Catholic Charities Examines Immigration Issues On Easter Week Trip to Honduras, El Salvador and Guatemala

Posted

What a disciplined student didn’t say during a sewing class is what spoke to the executive director of archdiocesan Catholic Charities as he and a delegation observed, close up, lives in three Central American nations on a five-day mission trip the week after Easter.

Msgr. Kevin Sullivan recalled visiting the sewing class in Honduras and observing one young woman, about 17 or 18 years old, at a sewing machine “who looked up for about half a second and then went back to keep working on her pattern so that she could develop her skills so that she would get a good job,” he told CNY May 1 at the Catholic Charities office at the New York Catholic Center in Manhattan.

“I watched her throughout the entire visit. She looked up that one time and she went back to work.” He later approached her and she told him, “‘I have to learn this. This is what I need to do in order to improve.’

“That,” Msgr. Sullivan said, “was really, really impressive to me.”

Msgr. Sullivan was part of a delegation to the Northern Triangle countries of Honduras, Guatemala and El Salvador April 22-26 that included New York State Comptroller Thomas DiNapoli and Stuart Appelbaum, president of the Retail, Wholesale and Department Store Union. Also representing Catholic Charities were Luz Tavarez, director of government and community relations, and Fanny Gomez, social media specialist, communications and marketing. The mission included coordination with Catholic Relief Services.

What makes the delegation a much greater resource for their colleagues and others, Msgr. Sullivan said, is the diversity of people they met.

“We spoke with families whose people had migrated and who disappeared,” and may be dead. “We met with farmers who are no longer able to support themselves because of the volatility of coffee prices—world coffee market and because of the drying up and the droughts caused by climate change.
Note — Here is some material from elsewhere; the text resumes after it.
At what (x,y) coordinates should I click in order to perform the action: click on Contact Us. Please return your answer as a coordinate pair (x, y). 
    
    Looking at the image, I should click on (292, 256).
We met with Church leaders,” including Cardinal Oscar Andrés Rodríguez Maradiaga, archbishop of Tegucigalpa, Honduras, and Cardinal José Gregorio Rosa Chávez, auxiliary bishop of San Salvador, El Salvador, “to understand the perspective of the Church in those situations.”

They also met with factory workers, union leaders, people from the United States embassy and from the U.N. High Commission on Human Rights. They visited three migration centers, one of which is run by the Scalabrini community, where those on migration received respite and help on their way. Another stop, Msgr. Sullivan said, was the migration center run by the Salvadoran government “that was a reception center for the hundreds of returnees from the United States every day.” They also visited a Scalabrini migration center that had on site government officials who registered people and offered additional services to people upon their return.

Msgr. Sullivan said he had a heightened awareness “that this is an American problem. It’s not the problem of the United States, it is not the problem of the Northern Triangle. It is a crisis of the Americas—North America, Central America, South America.”

“We do have a migration crisis in the Americas. Where I think there has been a lack of focus and a lack of understanding is that when we look at the United States-Mexican border, what we are seeing is the symptom of the crisis. The problems are very much in the countries where we visited.”

Although symptoms must be addressed, the underlying causes must also be examined, otherwise the symptoms will resurface, Msgr. Sullivan said.

“Unless you deal with the three issues of economic development, of violence extortion and government integrity, you will not be able to make the type of impact needed on the current migration crisis.

“What we need is a passion to solve it and a perseverance to stay with it for years,” Msgr. Sullivan said.

“What every single person told us, is that what organizations like Catholic Relief Services are doing, what other NGOs are doing, what the USAID assistance is doing, is actually making an impact.”

What resonated with Ms. Tavarez was “how hopeful people were” in all three countries. “We heard a lot of stories and…yet they seemed to still have the energy to continue the fight.”

What also was telling, Ms. Tavarez said, “is that these people don’t necessarily want to migrate to the United States. For many, there is just no alternative because there’s a serious issue of violence, and the economy isn’t as strong as it could be, so they’re just faced with a tough decision.”

Ms. Gomez valued the vantage point being on the scene added to her social media work. “It’s very, very different when you’re on the ground and you see the faces of these people while they’re talking, and how they elevate or diminish the sounds of their voice while they hit certain key points in their story,” she said.

Msgr. Sullivan celebrated Mass for the delegates on the fifth day of Easter and the sixth day of Passover in San Salvador, El Salvador, at the Chapel of Divine Providence Hospital, where St. Oscar Romero was assassinated in March of 1980 while offering Mass. “There’s no better story than the story of Easter to highlight how the darkest of situations—the death of Jesus on Good Friday—can be transformed into new life,” Msgr. Sullivan said.

“I would say it was grace-filled that we were able to make the trip at that time.”

Back in the United States, the delegation has “already reached out to people in New York City, people in New York state, people in the federal government,” he said, “to share what we’ve learned.”